The United States economy will skid more deeply into recession in coming months, Federal Reserve policy-makers warned on Thursday, but it is time to start planning how to wind down spending to avert an inflationary surge.

The president of the Kansas City Federal Reserve Bank, Thomas Hoenig, said that hard as it was to predict when the winding-down process must be initiated, it will happen.

We know it has to happen, but the timing I can't tell you. Nobody knows. We will watch every indicator of data that suggests a recovery is on the way, Hoenig said in response to audience questions after a speech in Tulsa, Oklahoma.

Failure to do that at the right time means you risk a much higher inflation environment, he added.

Hoenig acknowledged the economy remains under significant stress from the ongoing banking crisis. But he said the U.S. central bank cannot wait until it is well into recovery and the job market is strong before acting.

The Fed's second longest-serving policy-maker added that he expects resistance almost immediately to any move to raise interest rates or, for example, to start selling off its stash of mortgage-backed securities.

Hoenig and a second regional Fed bank president, Gary Stern of Minneapolis, said there were still significant credit strains holding the economy back and cautioned that an eventual rebound likely will be mild.

The recession is likely to persist for some time longer, and the initial stage of the recovery seems likely to be subdued, Stern said in remarks prepared for the South Dakota economic summit in Sioux Falls.

In view of the state of the credit markets, it seems a fair bet that it will take time for momentum to build. But ... as we get into the middle of 2010 and beyond, I would expect to see a resumption of healthy growth, he added.

A third speaker, White House Economic Adviser Lawrence Summers, told the Economic Club in Washington that there were substantial downdrafts hindering a U.S. recovery. Economies don't go from losing 600,000 jobs a month to a terribly happy path overnight, he said.

But Summers added that overstocked inventories were being drawn down and the sense of a ball falling off a table, which is what the economy has felt like since the middle of last fall, I think we can be reasonably confident that that's going to end within the next few months.

Hoenig said getting the banks back into good health was vital for a sustained recovery.

The restoration of normal financial activity depends on how we deal with the problems of our largest financial institutions, he said, and policy-makers need to be mindful of public dissatisfaction with costly taxpayer-funded bailouts.

Even at larger institutions, failure does have to be an option in an economic system such as ours, he said, adding that as part of the resolution process, senior management at the failed firms should be replaced.

Summers said there was little choice now but to do everything possible to stimulate economic activity. But he said the Fed must be ready to act decisively in the medium term to restrain spending so that inflation is contained.

The thing about an inflation is that ... the moment it's absolutely clear you have the problem is a moment when you may have been too late in addressing it, Summers said. So I think it's a very difficult balance the policy is going to have to walk.

Stern said the risk of a jump in either inflation or deflation could not be dismissed out of hand but doubted either would become a huge problem.

If economic growth resumes in the United States as I expect, the threat of deflation should diminish commensurately, he said, while expressing skepticism that a big increase in the Fed's balance sheet was sowing the seeds of inflation.

The relation between growth in the money supply and the path of prices holds in the long run, over periods of at least five and more likely 10 years. Thus, there is ample time to withdraw excess liquidity as appropriate, he said.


**What you are asked to do**
With pictures left out, write out exactly every line from the start of the data through the one that contains "Task: Click on".

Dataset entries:
--
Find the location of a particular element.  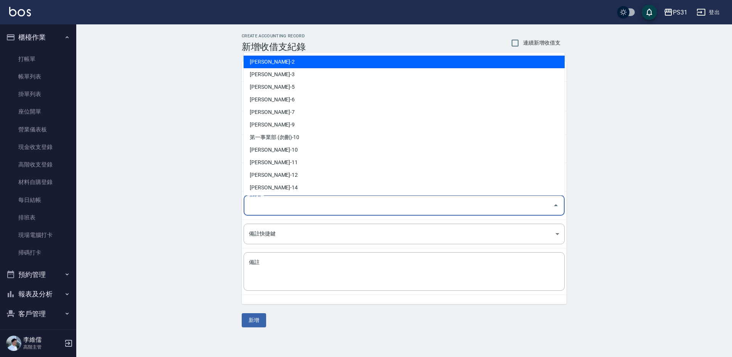

button: 新增 is located at coordinates (254, 320).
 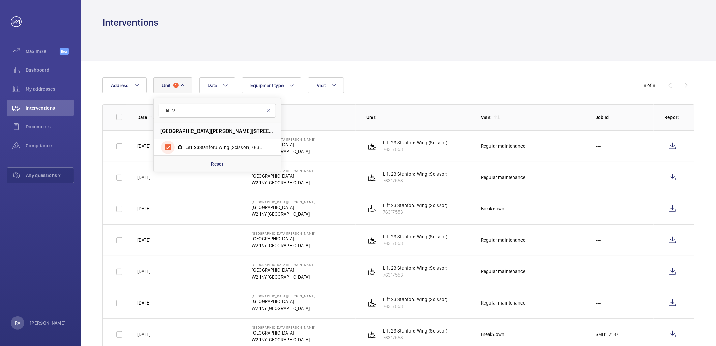 What do you see at coordinates (176, 85) in the screenshot?
I see `span: 1` at bounding box center [176, 85].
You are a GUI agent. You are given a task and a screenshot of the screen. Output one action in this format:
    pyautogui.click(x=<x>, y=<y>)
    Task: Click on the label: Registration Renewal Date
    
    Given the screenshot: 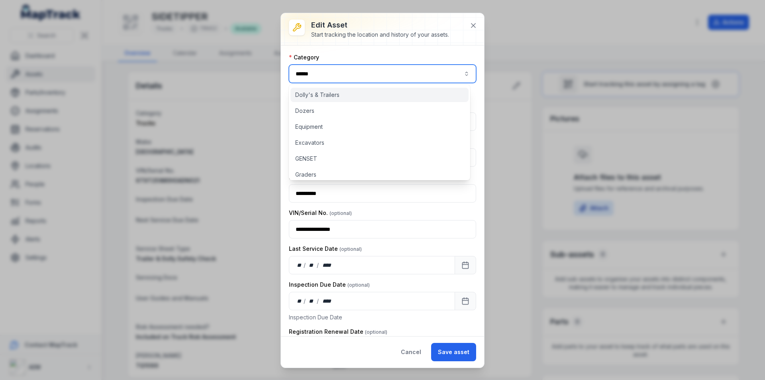 What is the action you would take?
    pyautogui.click(x=338, y=332)
    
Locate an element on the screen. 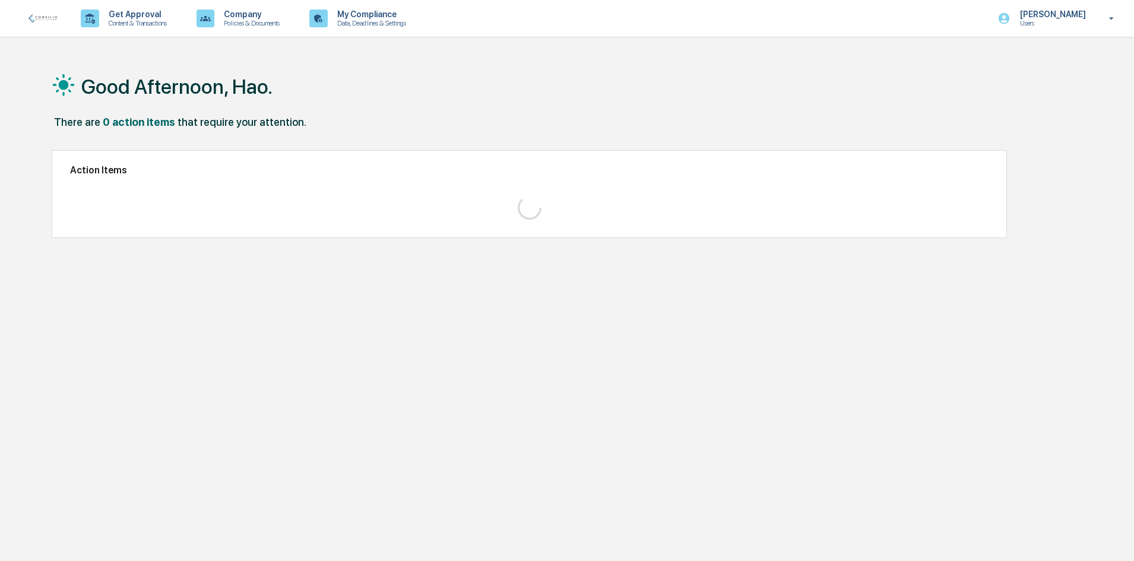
--
**Response to the task**
Find the location of a particular element.  

button: 新增 is located at coordinates (254, 320).
  What do you see at coordinates (176, 85) in the screenshot?
I see `span: 1` at bounding box center [176, 85].
You are a GUI agent. You are given a task and a screenshot of the screen. Output one action in this format:
    pyautogui.click(x=<x>, y=<y>)
    Task: Click on the label: Registration Renewal Date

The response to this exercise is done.